The next time you're paralyzed by perfectionism, self-doubt, or shame, remember: the meaning of life (and good writing) isn't certainty; it's evolution.
Behold: another one of my "this is kind of about author career practicalities but mostly an unsolicited life lecture" posts.
I don’t think anyone needs to be a genius to figure out what the meaning of life is.
It’s right there in our faces. Evolution! It’s evolution.
(Stick with me — I swear I will bring all this back to writing and publishing in a moment.)
The meaning of life strikes me as one of those Purloined Letter scenarios in which the answer is so obvious that most of our overthinking asses aren’t able to recognize it. Certain Native American tribes did. Some Eastern religions, too. And I’m sure that even pre-Darwin, there were a few Western people who were able to conceptualize life as a continuous process of growth and transmutation vs. some static thing. But not most of us. (Certainly not me for most of my life—all of this occurred to me, like, yesterday.)
I’m not an intellectual historian, GLADYS. What I can tell you from my own experience and observation, though, is that when it comes to the meaning of life, most of us are so busy looking for secret meanings, divine plots, and impressive answers that we’re pooh-poohing the simple facts in front of us.
Anyone with eyes, ears, and/or brains can recognize the truth: We’re here contributing to a multibillion-year experiment in the expansion and transmutation of matter—a constant, collective testing-out of what’s possible. And we’re doing it alongside every other plant, animal, person, and fungus on the planet. Every atom in every single one of our bodies is in its own special way pad-pad-padding blindly into the unknown. Every single one is moving, connecting, and multiplying wherever such things are possible, and they’re letting go and moving on without drama when they aren’t. They’re doing this an unfathomable number of times per second.

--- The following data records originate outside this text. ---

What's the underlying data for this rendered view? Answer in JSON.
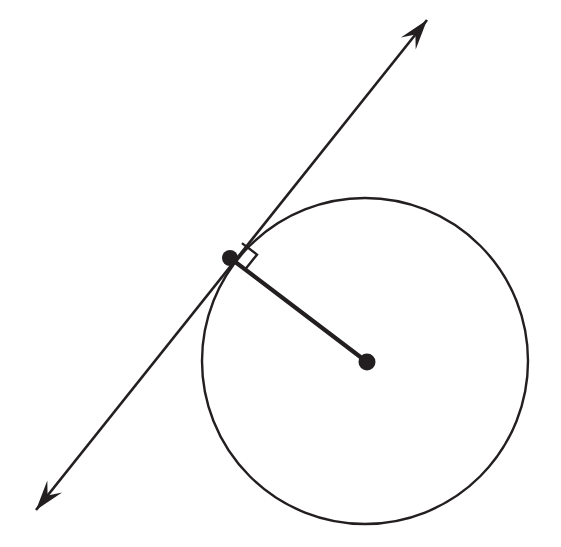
{
  "figure": {
    "title": "Tangent line to a circle with radius drawn to the point of tangency",
    "canvas": {
      "width": 561,
      "height": 547,
      "background": "#ffffff"
    },
    "stroke_color": "#231f20"
  },
  "circle": {
    "name": "circle",
    "center_x": 365,
    "center_y": 361,
    "radius": 163,
    "stroke_width": 2.4
  },
  "center_point": {
    "label": "center-point",
    "x": 367,
    "y": 362,
    "dot_radius": 8.5
  },
  "tangent_point": {
    "label": "tangent-point",
    "x": 230,
    "y": 258,
    "dot_radius": 8.0
  },
  "tangent_line": {
    "label": "tangent-line",
    "x1": 427,
    "y1": 20,
    "x2": 36,
    "y2": 510,
    "stroke_width": 2.6,
    "slope": -1.25,
    "arrowheads": "both-ends"
  },
  "radius_segment": {
    "label": "radius-segment",
    "x1": 230,
    "y1": 258,
    "x2": 367,
    "y2": 362,
    "stroke_width": 4.2
  },
  "right_angle_marker": {
    "label": "right-angle-marker",
    "measure": "90 degrees",
    "size": 19,
    "vertex_x": 230,
    "vertex_y": 258,
    "points": "239.2,247.1 256.6,260.3 245.6,274.8"
  },
  "arrowhead_upper": {
    "label": "arrowhead-upper-right",
    "tip_x": 427,
    "tip_y": 20,
    "points": "427,20 409.5,33.5 415.6,37.0 403.0,48.0"
  },
  "arrowhead_lower": {
    "label": "arrowhead-lower-left",
    "tip_x": 36,
    "tip_y": 510,
    "points": "36,510 53.5,496.5 47.4,493.0 60.0,482.0"
  }
}
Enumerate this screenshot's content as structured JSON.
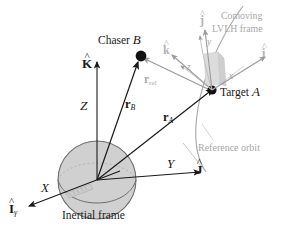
{
  "figure": {
    "background": "#ffffff",
    "colors": {
      "ink": "#1a1a1a",
      "gray_text": "#a8a8a8",
      "gray_line": "#9a9a9a",
      "earth_fill": "#d0d0d0",
      "earth_stroke": "#6d6d6d",
      "spacecraft_fill": "#d8d8d8",
      "orbit_stroke": "#a0a0a0"
    },
    "labels": {
      "chaser": "Chaser",
      "chaser_body": "B",
      "target": "Target",
      "target_body": "A",
      "comoving_line1": "Comoving",
      "comoving_line2": "LVLH frame",
      "reference_orbit": "Reference orbit",
      "inertial_frame": "Inertial frame",
      "axis_Z": "Z",
      "axis_X": "X",
      "axis_Y": "Y",
      "unit_K": "K",
      "unit_I": "I",
      "unit_J": "J",
      "unit_i": "i",
      "unit_j": "j",
      "unit_k": "k",
      "local_x": "x",
      "local_y": "y",
      "local_z": "z",
      "vec_rB": "r",
      "vec_rB_sub": "B",
      "vec_rA": "r",
      "vec_rA_sub": "A",
      "vec_rrel": "r",
      "vec_rrel_sub": "rel",
      "hat_mark": "^",
      "gamma": "γ"
    }
  }
}
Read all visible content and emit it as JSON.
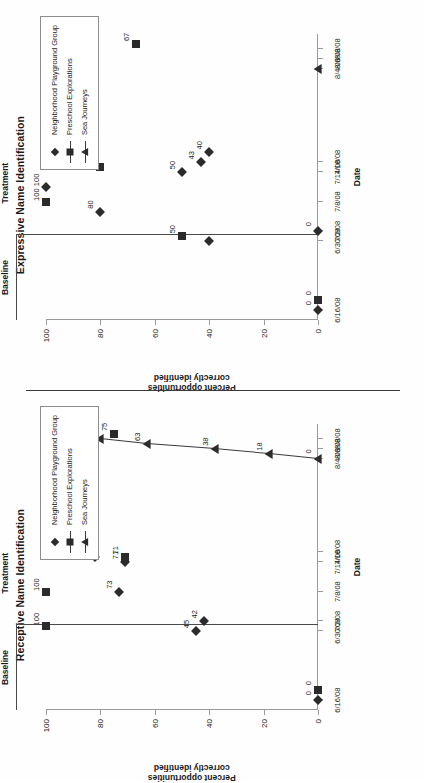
{
  "document": {
    "orientation": "rotated-90-ccw",
    "page_background": "#fefefe",
    "ink_color": "#2b2b2b"
  },
  "axis": {
    "x_title": "Date",
    "y_title_line1": "Percent opportunities",
    "y_title_line2": "correctly identified",
    "x_ticks": [
      "6/16/08",
      "6/30/08",
      "7/2/08",
      "7/8/08",
      "7/14/08",
      "7/16/08",
      "8/4/08",
      "8/6/08",
      "8/8/08"
    ],
    "y_ticks": [
      "0",
      "20",
      "40",
      "60",
      "80",
      "100"
    ],
    "y_min": 0,
    "y_max": 100
  },
  "phases": {
    "baseline_label": "Baseline",
    "treatment_label": "Treatment"
  },
  "legend": {
    "items": [
      {
        "label": "Neighborhood Playground Group",
        "marker": "diamond-marker",
        "line": false
      },
      {
        "label": "Preschool Explorations",
        "marker": "square-marker",
        "line": true
      },
      {
        "label": "Sea Journeys",
        "marker": "triangle-marker",
        "line": true
      }
    ]
  },
  "chart_data": [
    {
      "type": "scatter",
      "title": "Receptive Name Identification",
      "xlabel": "Date",
      "ylabel": "Percent opportunities correctly identified",
      "ylim": [
        0,
        100
      ],
      "grid": false,
      "legend_position": "top-right",
      "categories": [
        "6/16/08",
        "6/30/08",
        "7/2/08",
        "7/8/08",
        "7/14/08",
        "7/16/08",
        "8/4/08",
        "8/6/08",
        "8/8/08"
      ],
      "phase_change_after": "6/30/08",
      "annotations": [
        "Baseline",
        "Treatment"
      ],
      "series": [
        {
          "name": "Neighborhood Playground Group",
          "marker": "diamond",
          "connected": false,
          "points": [
            {
              "x": "6/16/08",
              "y": 0,
              "label": "0"
            },
            {
              "x": "6/30/08",
              "y": 45,
              "label": "45"
            },
            {
              "x": "7/2/08",
              "y": 42,
              "label": "42"
            },
            {
              "x": "7/8/08",
              "y": 73,
              "label": "73"
            },
            {
              "x": "7/14/08",
              "y": 71,
              "label": "71"
            },
            {
              "x": "7/15/08",
              "y": 82,
              "label": "82"
            },
            {
              "x": "7/16/08",
              "y": 86,
              "label": "86"
            },
            {
              "x": "7/18/08",
              "y": 83,
              "label": "83"
            }
          ]
        },
        {
          "name": "Preschool Explorations",
          "marker": "square",
          "connected": false,
          "points": [
            {
              "x": "6/18/08",
              "y": 0,
              "label": "0"
            },
            {
              "x": "7/1/08",
              "y": 100,
              "label": "100"
            },
            {
              "x": "7/8/08",
              "y": 100,
              "label": "100"
            },
            {
              "x": "7/15/08",
              "y": 71,
              "label": "71"
            },
            {
              "x": "8/9/08",
              "y": 75,
              "label": "75"
            }
          ]
        },
        {
          "name": "Sea Journeys",
          "marker": "triangle",
          "connected": true,
          "points": [
            {
              "x": "8/4/08",
              "y": 0,
              "label": "0"
            },
            {
              "x": "8/5/08",
              "y": 18,
              "label": "18"
            },
            {
              "x": "8/6/08",
              "y": 38,
              "label": "38"
            },
            {
              "x": "8/7/08",
              "y": 63,
              "label": "63"
            },
            {
              "x": "8/8/08",
              "y": 80,
              "label": "80"
            }
          ]
        }
      ]
    },
    {
      "type": "scatter",
      "title": "Expressive Name Identification",
      "xlabel": "Date",
      "ylabel": "Percent opportunities correctly identified",
      "ylim": [
        0,
        100
      ],
      "grid": false,
      "legend_position": "top-right",
      "categories": [
        "6/16/08",
        "6/30/08",
        "7/2/08",
        "7/8/08",
        "7/14/08",
        "7/16/08",
        "8/4/08",
        "8/6/08",
        "8/8/08"
      ],
      "phase_change_after": "6/30/08",
      "annotations": [
        "Baseline",
        "Treatment"
      ],
      "series": [
        {
          "name": "Neighborhood Playground Group",
          "marker": "diamond",
          "connected": false,
          "points": [
            {
              "x": "6/16/08",
              "y": 0,
              "label": "0"
            },
            {
              "x": "6/30/08",
              "y": 40,
              "label": ""
            },
            {
              "x": "7/2/08",
              "y": 0,
              "label": "0"
            },
            {
              "x": "7/6/08",
              "y": 80,
              "label": "80"
            },
            {
              "x": "7/11/08",
              "y": 100,
              "label": "100"
            },
            {
              "x": "7/14/08",
              "y": 50,
              "label": "50"
            },
            {
              "x": "7/16/08",
              "y": 43,
              "label": "43"
            },
            {
              "x": "7/18/08",
              "y": 40,
              "label": "40"
            }
          ]
        },
        {
          "name": "Preschool Explorations",
          "marker": "square",
          "connected": false,
          "points": [
            {
              "x": "6/18/08",
              "y": 0,
              "label": "0"
            },
            {
              "x": "7/1/08",
              "y": 50,
              "label": "50"
            },
            {
              "x": "7/8/08",
              "y": 100,
              "label": "100"
            },
            {
              "x": "7/15/08",
              "y": 80,
              "label": "80"
            },
            {
              "x": "8/9/08",
              "y": 67,
              "label": "67"
            }
          ]
        },
        {
          "name": "Sea Journeys",
          "marker": "triangle",
          "connected": false,
          "points": [
            {
              "x": "8/4/08",
              "y": 0,
              "label": ""
            }
          ]
        }
      ]
    }
  ]
}
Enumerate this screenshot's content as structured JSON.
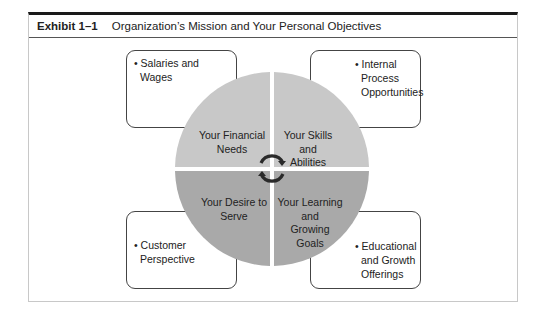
{
  "exhibit": {
    "number": "Exhibit 1–1",
    "title": "Organization’s Mission and Your Personal Objectives"
  },
  "boxes": {
    "top_left": {
      "lines": [
        "• Salaries and",
        "Wages"
      ]
    },
    "top_right": {
      "lines": [
        "• Internal",
        "Process",
        "Opportunities"
      ]
    },
    "bottom_left": {
      "lines": [
        "• Customer",
        "Perspective"
      ]
    },
    "bottom_right": {
      "lines": [
        "• Educational",
        "and Growth",
        "Offerings"
      ]
    }
  },
  "quadrants": {
    "top_left": {
      "lines": [
        "Your Financial",
        "Needs"
      ]
    },
    "top_right": {
      "lines": [
        "Your Skills",
        "and",
        "Abilities"
      ]
    },
    "bottom_left": {
      "lines": [
        "Your Desire to",
        "Serve"
      ]
    },
    "bottom_right": {
      "lines": [
        "Your Learning",
        "and",
        "Growing",
        "Goals"
      ]
    }
  },
  "colors": {
    "top_half": "#c8c8c8",
    "bottom_half": "#a9a9a9",
    "arrows": "#2a2a2a"
  },
  "icons": [
    "cycle-arrows-icon"
  ]
}
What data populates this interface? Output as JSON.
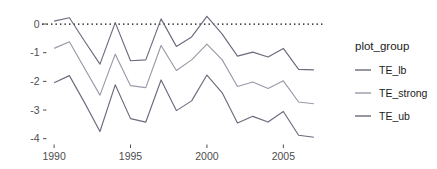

I like to think that all my own atoms are jostling away in there, asking a single question over and over every nanosecond: POSSIBLE? POSSIBLE? POSSIBLE? They’re on a constant, bumptious quest to see what they can do, with the end goal of—at least in my fanciful humanities-major mind—reporting back to each other through death, disbursement, and DNA.
I don’t know if God, aliens, or nobody designed the experiment we’re in.
Maybe it’s God? Or maybe the truth is closer to what Philip Pullman imagined: there’s no architect; life is just matter seeking self-knowledge through endless binary questioning, an endless asking of POSSIBLE? POSSIBLE? POSSIBLE?, running down whatever corridors of Yes it finds into increasingly absurd and complicated permutations on itself until it hits a dead-end No.
Honestly, though, the answer to that question isn’t really important for day-to-day life. No matter for whom or to what end (if any), evolution is clearly the point here. What we’re all here doing is participating in a process. A verb. Not anything static.
The obviousness of all this, I think, only disappears when one conceptualizes oneself—and/or all of humanity—as fundamentally not of a piece with the other natural life on Earth.
This idea is very flattering, but it is, bless us, a little silly. Positing that we’re somehow Different is once again ignoring the obvious. Of course we’re not! We share something like sixty percent of our DNA with plants, for heaven’s sake!
That said, humans do have a trait that is AFAIK unique among the species: creativity. We can analyze our surroundings, sense particularly difficult limits or particularly fertile possibilities, and to a certain extent direct our chorus of atoms accordingly.
Talmudic tradition holds that this is the gift of co-creation, of being able to shape God’s world alongside Them. (Thank you for teaching me this, beloved client Rabbi Adina Allen!)
Again, however, I don’t think knowing whether this is God’s doing or not has any practical bearing on the day-to-day. The actual truth could just as easily be the “matter seeking knowledge” thing again. Maybe the matter chasing possibility down the Homo Sapiens Corridor just got lucky. Maybe our atoms just happen to have found a way to maintain their streak of Yes, This is Possible longer than any other team of atoms out there.
It’s all fun to think about, but it just doesn’t matter—at least not for our purposes in this newsletter.
Which brings me to why all this is relevant to you and to the enterprise of book publishing.